Congress reacts to NSA’s spying on U.S. citizens

A bipartisan group of senators has introduced on Tuesday a bill that would “require the Attorney General to declassify significant Foreign Intelligence Surveillance Court (FISC) opinions, allowing Americans to know how broad of a legal authority the government is claiming to spy on Americans under the PATRIOT Act and Foreign Intelligence Surveillance Act.”

Oregon Senator Ron Wyden, one of the bill’s sponsors, has also commented on the Director of National Intelligence James Clapper’s “least untruthful” statement to the Senate when asked whether the NSA collects any type of data at all on millions or hundreds of millions of Americans.

“One of the most important responsibilities a Senator has is oversight of the intelligence community. This job cannot be done responsibly if Senators aren’t getting straight answers to direct questions,” he stated. “Now public hearings are needed to address the recent disclosures and the American people have the right to expect straight answers from the intelligence leadership to the questions asked by their representatives.”

Jim Sensenbrenner, the Congressman that introduced the PATRIOT Act to the U.S. House of Representatives, has also accused the administration of falsely claiming that it allows NSA surveillance, and that President Obama lied when he said that every member of Congress has been briefed on the phone call data collecting program.

“Technically, the administration’s actions were lawful insofar as they were done pursuant to an order from the FISA court. But based on the scope of the released order, both the administration and the FISA court are relying on an unbounded interpretation of the act that Congress never intended,” he stated in an article for The Guardian.

Privacy advocates are also reacting with concrete measures.

After having filed a motion on Monday with the secret court (FISC) that oversees government surveillance in national security cases, requesting that it publish its opinions on the meaning, scope, and constitutionality of Section 215 of the Patriot Act, the ACLU has followed with a lawsuit against the Obama administration.

As a customer of Verizon, the organization argues that the order that required the telecom company to turn over metadata of all phone calls made by its customers violates their and the rest of the users’ rights of free speech and association, and privacy protected by the Fourth Amendment.

“This dragnet program is surely one of the largest surveillance efforts ever launched by a democratic government against its own citizens,” said Jameel Jaffer, ACLU deputy legal director. “It is the equivalent of requiring every American to file a daily report with the government of every location they visited, every person they talked to on the phone, the time of each call, and the length of every conversation. The program goes far beyond even the permissive limits set by the Patriot Act and represents a gross infringement of the freedom of association and the right to privacy.”

Noted computer security specialist Bruce Schneier also believes that investigations and lawsuits are a way to go about this.

“Edward Snowden broke the law by releasing classified information,” he says. “But before the Justice Department prosecutes Snowden, there are some other investigations that ought to happen. We need to determine whether these National Security Agency programs are themselves legal. The administration has successfully barred anyone from bringing a lawsuit challenging these laws, on the grounds of national secrecy. Now that we know those arguments are without merit, it’s time for those court challenges.”

He also noted that the U.S. needs to determine how the country should treat whistleblowers. In the U.S., corporate whistleblowers have mechanisms they can use and legal protection that government whistleblowers lack.

Finally, hacktivists have launched “Operation Troll The NSA”, which has so far resulted in nsa.gov being inaccessible (probably due to a DDoS attack), and has called on everyone and anyone to trigger the agency’s surveillance apparatus by emailing a “keywords-of-terror-filled script” or spouting the same text in a phone call.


GOAL OF THE EXERCISE:
Quote all of the data exactly as given. Skip every picture it contains.
━━━━━ DATA FOR THIS EXERCISE ━━━━━
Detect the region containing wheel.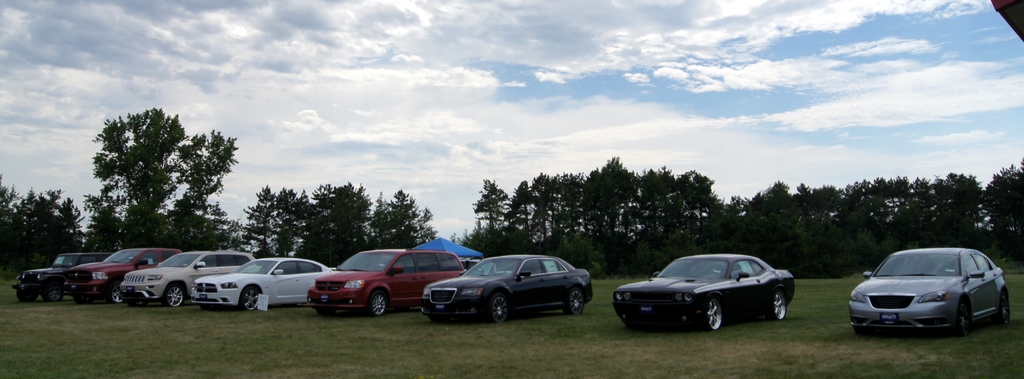
491:294:508:322.
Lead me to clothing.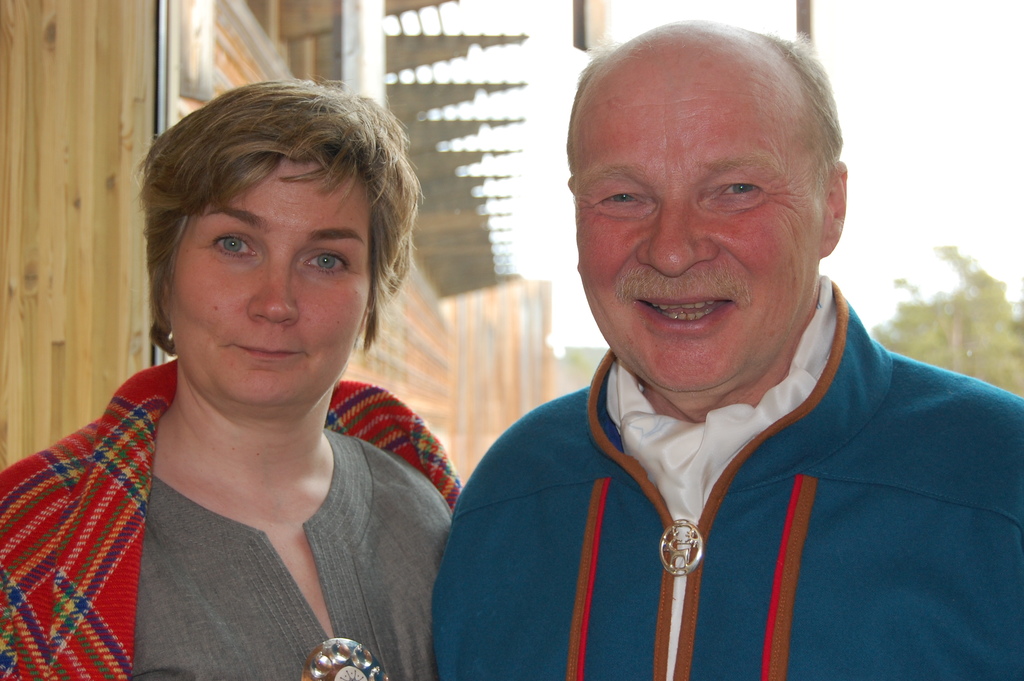
Lead to crop(424, 275, 1023, 680).
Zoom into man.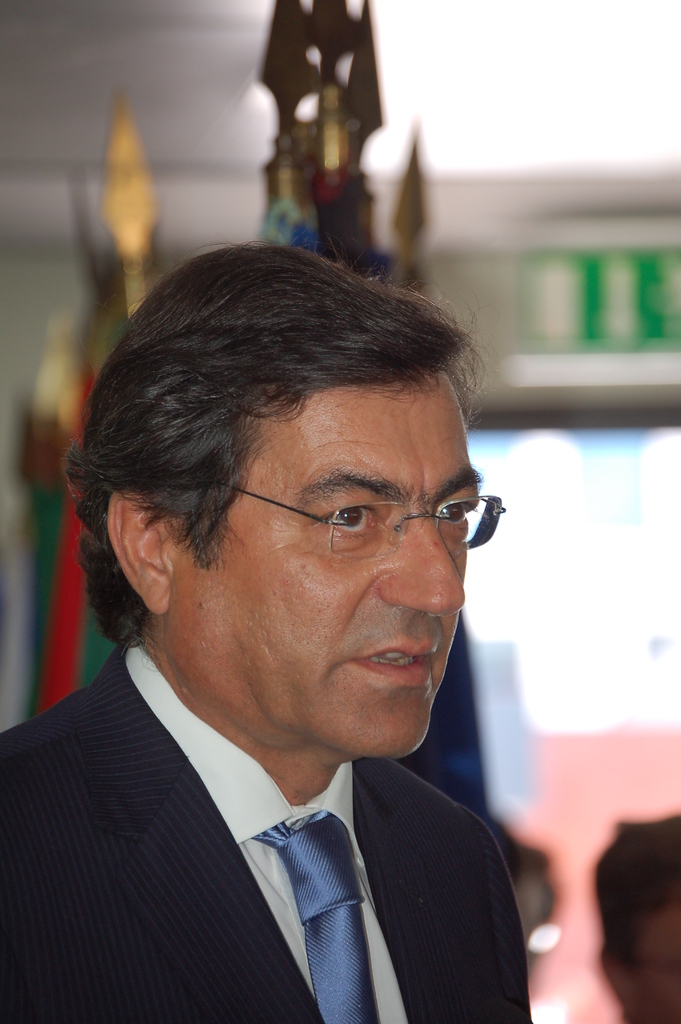
Zoom target: (0,233,590,1022).
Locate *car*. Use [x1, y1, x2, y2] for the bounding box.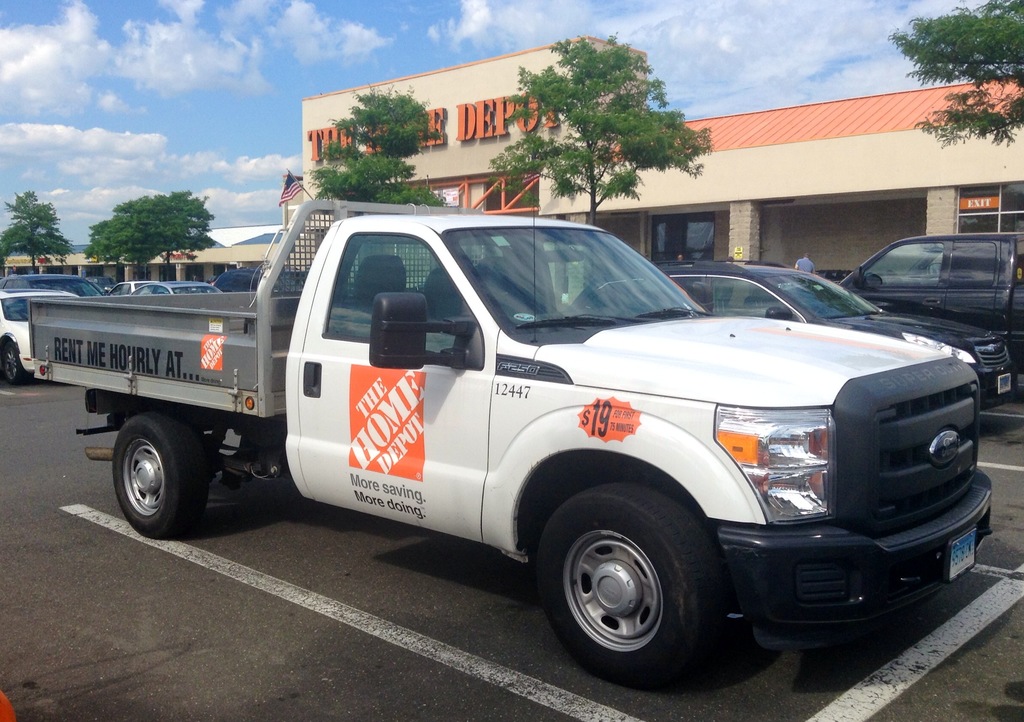
[0, 273, 310, 389].
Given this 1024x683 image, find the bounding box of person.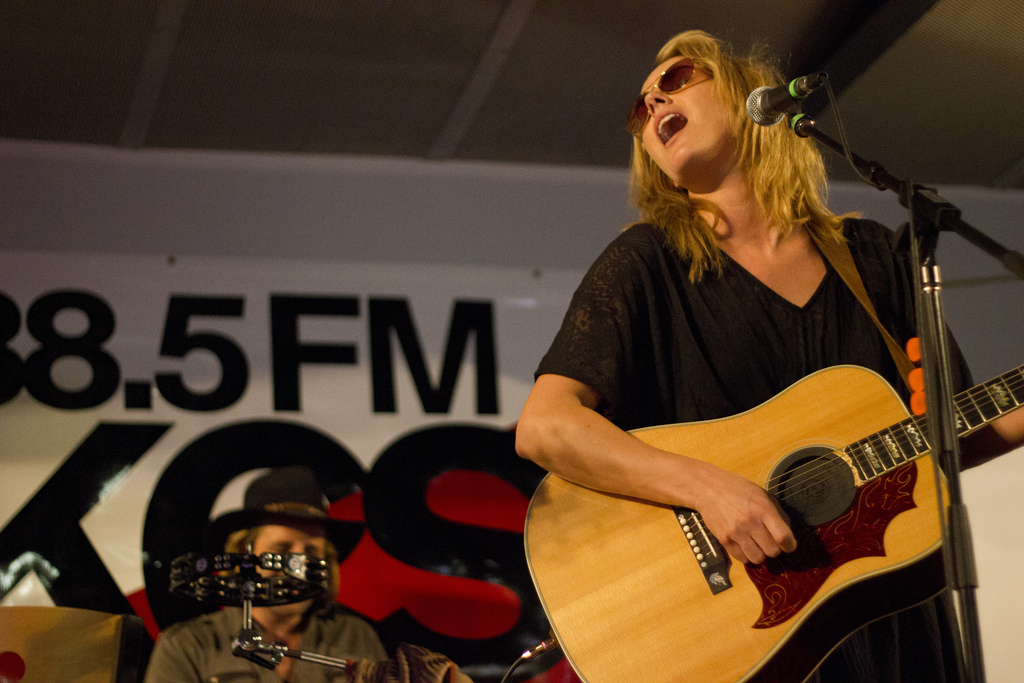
━━━━━
EXERCISE OUTPUT:
Detect the region containing wheel.
491:294:508:322.
Lead me to clothing.
Lead to crop(424, 275, 1023, 680).
Zoom into man.
Zoom target: (0,233,590,1022).
Locate *car*. Use [x1, y1, x2, y2] for the bounding box.
[0, 273, 310, 389].
Given this 1024x683 image, find the bounding box of person.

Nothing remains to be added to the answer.